For me urban beauty is so much more profound than the natural beauty you find in the country or at the ocean. Perhaps it’s that there is a sense of redemption in urban beauty that doesn’t seem as important in a rural setting, where garbage is not spilling out of bins onto street corners. In the city the smell is not of honey suckle and newly mown grass, demonstrating the character of a creator God. Instead my sensitive nose takes in a mixture of fried foods, exhaust smoke and urine. Because of those things that display a broken world it’s in the urban setting that my heart leaps as I realize that the door I just passed is a glorious contrast against the worn, red brick of the building. That above the noise is a peaceful place – that’s what High Line park is. Glorious redemption and peace in the midst of an urban machine.

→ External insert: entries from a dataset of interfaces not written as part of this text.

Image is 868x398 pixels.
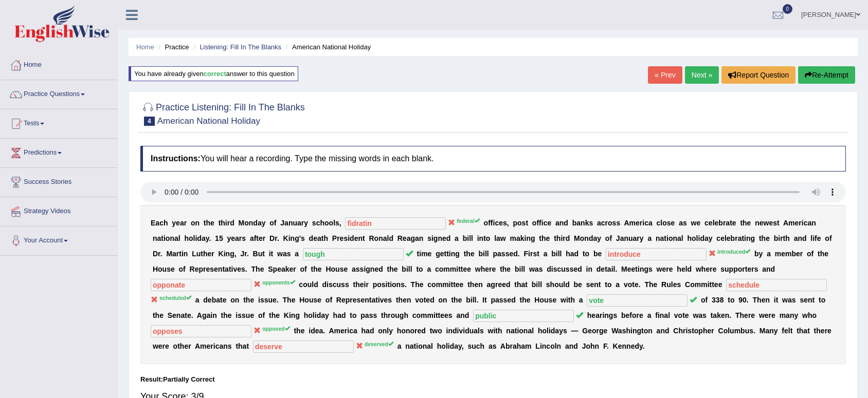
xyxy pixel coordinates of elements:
[345,217,446,229] input: blank
[696,234,698,242] b: l
[580,219,585,227] b: n
[716,234,720,242] b: c
[323,234,328,242] b: h
[657,219,660,227] b: c
[155,219,159,227] b: a
[730,234,735,242] b: b
[735,234,737,242] b: r
[559,219,564,227] b: n
[249,219,253,227] b: n
[584,234,588,242] b: n
[283,42,371,52] li: American National Holiday
[500,234,506,242] b: w
[573,234,580,242] b: M
[189,234,193,242] b: o
[723,219,725,227] b: r
[704,234,709,242] b: a
[483,234,486,242] b: t
[204,70,226,77] b: correct
[764,219,769,227] b: w
[317,234,321,242] b: a
[295,234,299,242] b: g
[197,234,201,242] b: d
[193,234,195,242] b: l
[807,219,811,227] b: a
[161,234,163,242] b: t
[525,219,528,227] b: t
[769,219,773,227] b: e
[354,234,358,242] b: e
[616,234,620,242] b: J
[526,234,530,242] b: n
[637,234,639,242] b: r
[469,234,471,242] b: l
[536,219,539,227] b: f
[270,234,275,242] b: D
[795,219,799,227] b: e
[1,51,118,76] a: Home
[199,43,281,51] a: Listening: Fill In The Blanks
[340,234,344,242] b: e
[685,66,719,84] a: Next »
[647,234,652,242] b: a
[802,219,804,227] b: i
[640,219,642,227] b: r
[588,219,593,227] b: s
[588,234,593,242] b: d
[677,234,681,242] b: a
[785,234,790,242] b: h
[503,219,507,227] b: s
[777,219,779,227] b: t
[732,219,736,227] b: e
[669,234,673,242] b: o
[235,234,239,242] b: a
[488,219,490,227] b: f
[1,109,118,135] a: Tests
[378,234,383,242] b: n
[542,219,543,227] b: i
[741,234,744,242] b: t
[383,234,387,242] b: a
[158,116,260,126] small: American National Holiday
[333,219,335,227] b: l
[794,234,798,242] b: a
[681,234,684,242] b: l
[313,234,317,242] b: e
[471,234,473,242] b: l
[812,234,814,242] b: i
[348,234,350,242] b: i
[144,117,154,126] span: 4
[250,234,254,242] b: a
[201,234,206,242] b: a
[691,219,697,227] b: w
[642,219,644,227] b: i
[738,234,742,242] b: a
[415,234,419,242] b: a
[227,219,230,227] b: r
[683,219,687,227] b: s
[555,219,559,227] b: a
[410,234,415,242] b: g
[750,234,755,242] b: g
[140,100,305,126] h2: Practice Listening: Fill In The Blanks
[158,250,161,258] b: r
[285,219,288,227] b: a
[309,234,313,242] b: d
[477,234,479,242] b: i
[290,234,295,242] b: n
[623,234,628,242] b: n
[740,219,742,227] b: t
[664,234,666,242] b: t
[759,219,764,227] b: e
[782,4,793,14] span: 0
[525,234,527,242] b: i
[156,42,189,52] li: Practice
[245,219,249,227] b: o
[692,234,696,242] b: o
[486,234,490,242] b: o
[829,234,832,242] b: f
[730,219,732,227] b: t
[580,234,585,242] b: o
[553,234,557,242] b: t
[605,234,610,242] b: o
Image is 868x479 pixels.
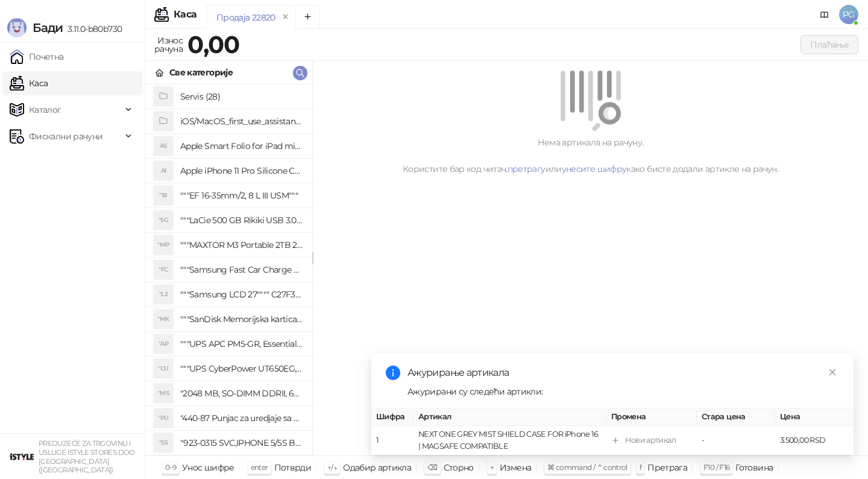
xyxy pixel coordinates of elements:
[296,5,319,29] button: Add tab
[180,309,303,329] h4: """SanDisk Memorijska kartica 256GB microSDXC sa SD adapterom SDSQXA1-256G-GN6MA - Extreme PLUS, ...
[154,334,173,354] div: "AP
[180,161,303,180] h4: Apple iPhone 11 Pro Silicone Case - Black
[735,460,773,475] div: Готовина
[180,359,303,378] h4: """UPS CyberPower UT650EG, 650VA/360W , line-int., s_uko, desktop"""
[180,285,303,304] h4: """Samsung LCD 27"""" C27F390FHUXEN"""
[154,211,173,230] div: "5G
[173,10,196,19] div: Каса
[187,30,239,59] strong: 0,00
[154,236,173,254] div: "MP
[428,463,437,472] span: ⌫
[145,85,312,455] div: grid
[274,460,311,475] div: Потврди
[29,124,102,149] span: Фискални рачуни
[180,334,303,354] h4: """UPS APC PM5-GR, Essential Surge Arrest,5 utic_nica"""
[154,433,173,452] div: "S5
[443,460,474,475] div: Сторно
[697,426,776,455] td: -
[217,11,276,24] div: Продаја 22820
[180,408,303,428] h4: "440-87 Punjac za uredjaje sa micro USB portom 4/1, Stand."
[154,285,173,304] div: "L2
[327,463,337,472] span: ↑/↓
[154,383,173,403] div: "MS
[500,460,531,475] div: Измена
[776,426,853,455] td: 3.500,00 RSD
[625,435,676,446] div: Нови артикал
[508,164,546,174] a: претрагу
[278,12,294,23] button: remove
[562,164,627,174] a: унесите шифру
[154,161,173,180] div: AI
[180,383,303,403] h4: "2048 MB, SO-DIMM DDRII, 667 MHz, Napajanje 1,8 0,1 V, Latencija CL5"
[180,111,303,131] h4: iOS/MacOS_first_use_assistance (4)
[7,18,27,37] img: Logo
[154,359,173,378] div: "CU
[170,66,233,79] div: Све категорије
[165,463,176,472] span: 0-9
[800,35,858,54] button: Плаћање
[180,236,303,254] h4: """MAXTOR M3 Portable 2TB 2.5"""" crni eksterni hard disk HX-M201TCB/GM"""
[648,460,687,475] div: Претрага
[408,385,839,398] div: Ажурирани су следећи артикли:
[154,186,173,205] div: "18
[547,463,628,472] span: ⌘ command / ⌃ control
[10,71,47,96] a: Каса
[33,21,63,35] span: Бади
[154,136,173,156] div: AS
[38,439,135,474] small: PREDUZEĆE ZA TRGOVINU I USLUGE ISTYLE STORES DOO [GEOGRAPHIC_DATA] ([GEOGRAPHIC_DATA])
[414,426,606,455] td: NEXT ONE GREY MIST SHIELD CASE FOR iPhone 16 | MAGSAFE COMPATIBLE
[180,87,303,106] h4: Servis (28)
[828,368,837,376] span: close
[327,136,853,175] div: Нема артикала на рачуну. Користите бар код читач, или како бисте додали артикле на рачун.
[408,366,839,380] div: Ажурирање артикала
[251,463,268,472] span: enter
[180,136,303,156] h4: Apple Smart Folio for iPad mini (A17 Pro) - Sage
[154,408,173,428] div: "PU
[180,260,303,279] h4: """Samsung Fast Car Charge Adapter, brzi auto punja_, boja crna"""
[697,408,776,426] th: Стара цена
[414,408,606,426] th: Артикал
[776,408,853,426] th: Цена
[826,366,839,379] a: Close
[180,211,303,230] h4: """LaCie 500 GB Rikiki USB 3.0 / Ultra Compact & Resistant aluminum / USB 3.0 / 2.5"""""""
[152,33,185,57] div: Износ рачуна
[640,463,642,472] span: f
[154,309,173,329] div: "MK
[606,408,697,426] th: Промена
[815,5,835,24] a: Документација
[372,408,414,426] th: Шифра
[154,260,173,279] div: "FC
[839,5,858,24] span: PG
[63,24,122,34] span: 3.11.0-b80b730
[704,463,729,472] span: F10 / F16
[182,460,235,475] div: Унос шифре
[386,366,400,380] span: info-circle
[10,44,64,69] a: Почетна
[343,460,411,475] div: Одабир артикла
[180,433,303,452] h4: "923-0315 SVC,IPHONE 5/5S BATTERY REMOVAL TRAY Držač za iPhone sa kojim se otvara display
[10,444,34,469] img: 64x64-companyLogo-77b92cf4-9946-4f36-9751-bf7bb5fd2c7d.png
[372,426,414,455] td: 1
[29,98,61,122] span: Каталог
[180,186,303,205] h4: """EF 16-35mm/2, 8 L III USM"""
[490,463,494,472] span: +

Beauty is all that is glory and God is beauty embodied, glory manifested. This is what I crave: I hunger for Beauty. …Like an addiction, a compulsion that can’t stop its seeking, do I always want to see more beauty — more of the Glory of God? Because that is what I’m made for –to give Him more glory – Ann Voskamp, One Thousand Gifts
Magic inside macy'sRockefeller Center and beautiful tree - a proposal took place right before our eyes on the skating rink belowHigh Line Park - Above the Noise!Sarah Sze - Still Life With Landscape with city back drop. Serves as a perch for birds along with feeding areas and bird baths. Close up shot of the sculpture by Sarah SzeExtremely Loud and Incredibly Close - Stef's favorite bookThe gang minus the photographerView from the High Line - Statue of Liberty in the distanceThe Spotted Pig at the end of our city journeyBeautiful door against red brick - Urban beauty
Blogger’s note: All photographs are courtesy of Cliff Gardner – photographer and tour guide par excellence!